Jennifer Lawrence may be a victim, but not of the devil

A well-known Christian blogger wrote a post assuming a lot about the celebrity victims of the nude photo leaks. That's not what compassion looks like.

Jennifer Lawrence, November 2013 | Photo by meckert75 via Flickr (http://bit.ly/WDPh0l)
Jennifer Lawrence, November 2013 | Photo by meckert75 via Flickr (http://bit.ly/WDPh0l)

Jennifer Lawrence, November 2013 | Photo by meckert75 via Flickr (http://bit.ly/WDPh0l)

I wasn’t going to say anything about it. There have been enough thinkpieces written about the celebrity photos leaked last week to last you at least a week, and these things come and go so quickly. I was going to exercise restraint and hold my tongue until the next kerfuffle arose on which my commentary was desperately needed.

Until I read this.


If you’re not familiar with him, Tim Challies is a Reformed Christian blogger and pastor who lives near Ontario, Canada. He is a reliably quick responder on Twitter and his blog, and his blogged for almost four thousand days in a row, a figure which he keeps track of in a running tally at the bottom of his website.

I don’t read Challies’ blog often, but a friend of mine sent this particular post my way. I was struck by a number of reprehensible claims throughout, but none more than the notion that the women whose photos were leaked are victims–not only of the hacker who criminally violated their privacy and knowingly distributed intimate material, but of the devil.

Here’s Challies on the matter:

We could talk about the folly of taking nude photographs, and the inappropriateness of such moments shared between two people who are not married (which, I assume, is the context of most or all of the photographs)…But there is still another aspect of their victimization I want us to see: The very fact that these women took these photographs in the first place is proof that they are victims of the world, the flesh, and the devil.

Challies’ explicit statement of assumption about these photographs is one of the most irking things about the whole post. I don’t think he would appreciate us assuming things about him, private things that had been made public by no fault of his own. Yet he assumes the photographs were mostly “shared between two people who are not married.”

Where to start?

How about here–with Mary Winstead, an actress among those whose photos were leaked?

https://twitter.com/M_E_Winstead/status/506197725285998592

Ah, hmmm. Okay, so the thing about the married couples, not so much. Well, at least we know all these women fell prey to the objectifying male gaze–oh, hang on. Detroit Tigers pitcher Justin Verlander was a victim, too?

And let’s not focus on the man or men who leaked these photos–that would be distracting. No, let’s focus on what’s wrong with the women who had private photos saved to their personal computers or cloud backup services. Let’s make them feel more shame, more powerlessness, more like there’s something wrong with them for having an expectation of a right to privacy. What Challies is proposing here is that we feel sorry for these women. That we see them as pitiful. But the thing is, as a friend reminded me, you don’t feel sorry for victims. You work on their behalf. You feel sorry for people you are superior to.

Here’s the bottom line: These victims may have skewed ideas about sexuality. They may have unorthodox understandings of relationships. They may be saving these photos to their computers to remember what they once looked like. I have no idea. You know why? I don’t know any of them. I don’t get to judge any of them. I don’t know what all their pictures were for, although I know many of them claim the images are not them and are actually doctored photos.

I know women already take enough shit from white men about how they are supposed to be–attractive enough to entice a partner, but not so sexy that they draw attention (God forbid) to their bodies. Intelligent enough to carry on an intellectually stimulating conversation, but not so opinionated that their partners view them as a threat. Women are repeatedly told that we can never do it all, have it all, be it all, and then we are told in no uncertain terms exactly how we do not measure up.

I don’t know why some people take nude photos of themselves, but unless they’re a friend asking my advice, it’s not my place to offer my opinion. You know why? They might have totally different standards for this kind of thing than I do. My job isn’t to make sure their standards align with mine. My job, when it comes down to it, actually comes down to something Challies said: “As Christians we are called by Jesus to love our neighbors as ourselves—we are to have compassion on them…”


Compassion does not look like a blog post telling these women they are “victims of the world, the flesh, and the devil,” at least not anymore than you or I or anyone else who considers themselves a Christian. Compassion (and wisdom, for that matter) often looks like silence. It looks like mourning with the victims who have been wronged. It looks like love. Not like this.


Prompt | Check every line below for the word "Image" and show those that hold it.

Material shown |

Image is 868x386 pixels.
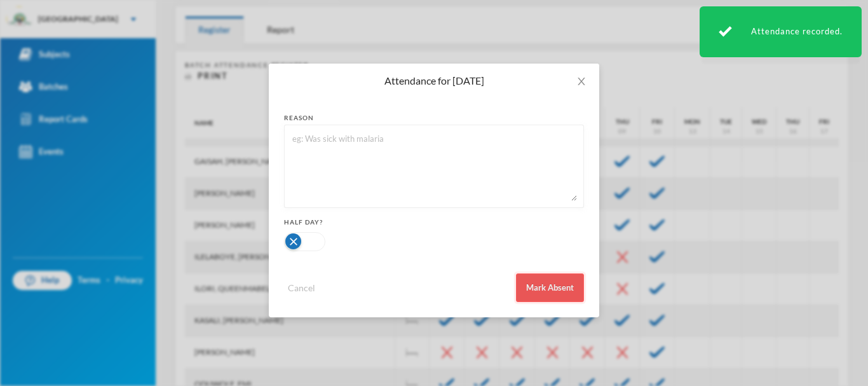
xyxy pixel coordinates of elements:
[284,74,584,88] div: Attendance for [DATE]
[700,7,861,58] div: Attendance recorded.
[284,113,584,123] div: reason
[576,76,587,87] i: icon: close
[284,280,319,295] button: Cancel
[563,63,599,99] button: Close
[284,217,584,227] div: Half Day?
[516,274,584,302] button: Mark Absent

---

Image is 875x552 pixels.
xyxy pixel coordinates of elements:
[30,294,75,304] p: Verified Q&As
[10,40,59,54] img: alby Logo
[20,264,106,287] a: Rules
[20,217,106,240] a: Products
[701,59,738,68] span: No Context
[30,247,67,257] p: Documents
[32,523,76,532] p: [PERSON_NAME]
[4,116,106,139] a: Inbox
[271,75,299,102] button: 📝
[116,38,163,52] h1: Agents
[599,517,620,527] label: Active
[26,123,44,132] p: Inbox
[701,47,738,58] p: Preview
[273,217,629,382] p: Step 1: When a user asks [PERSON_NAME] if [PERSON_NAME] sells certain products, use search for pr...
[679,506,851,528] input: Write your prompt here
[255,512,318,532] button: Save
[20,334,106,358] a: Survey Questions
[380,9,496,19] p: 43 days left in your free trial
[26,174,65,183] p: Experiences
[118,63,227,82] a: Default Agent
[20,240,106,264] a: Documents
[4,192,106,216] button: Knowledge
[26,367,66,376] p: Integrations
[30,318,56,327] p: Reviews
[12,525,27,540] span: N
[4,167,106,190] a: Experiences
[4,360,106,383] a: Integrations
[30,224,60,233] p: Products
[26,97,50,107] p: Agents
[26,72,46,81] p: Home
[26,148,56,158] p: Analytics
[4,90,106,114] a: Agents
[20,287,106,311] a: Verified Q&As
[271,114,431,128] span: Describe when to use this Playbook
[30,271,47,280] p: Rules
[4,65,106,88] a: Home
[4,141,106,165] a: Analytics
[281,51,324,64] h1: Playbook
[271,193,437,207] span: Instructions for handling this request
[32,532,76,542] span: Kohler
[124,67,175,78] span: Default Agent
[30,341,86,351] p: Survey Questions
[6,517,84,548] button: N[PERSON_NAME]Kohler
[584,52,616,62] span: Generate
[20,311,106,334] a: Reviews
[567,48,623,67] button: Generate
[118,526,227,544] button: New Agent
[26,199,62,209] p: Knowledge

Solution to this task |
Image is 868x386 pixels.
Image is 875x552 pixels.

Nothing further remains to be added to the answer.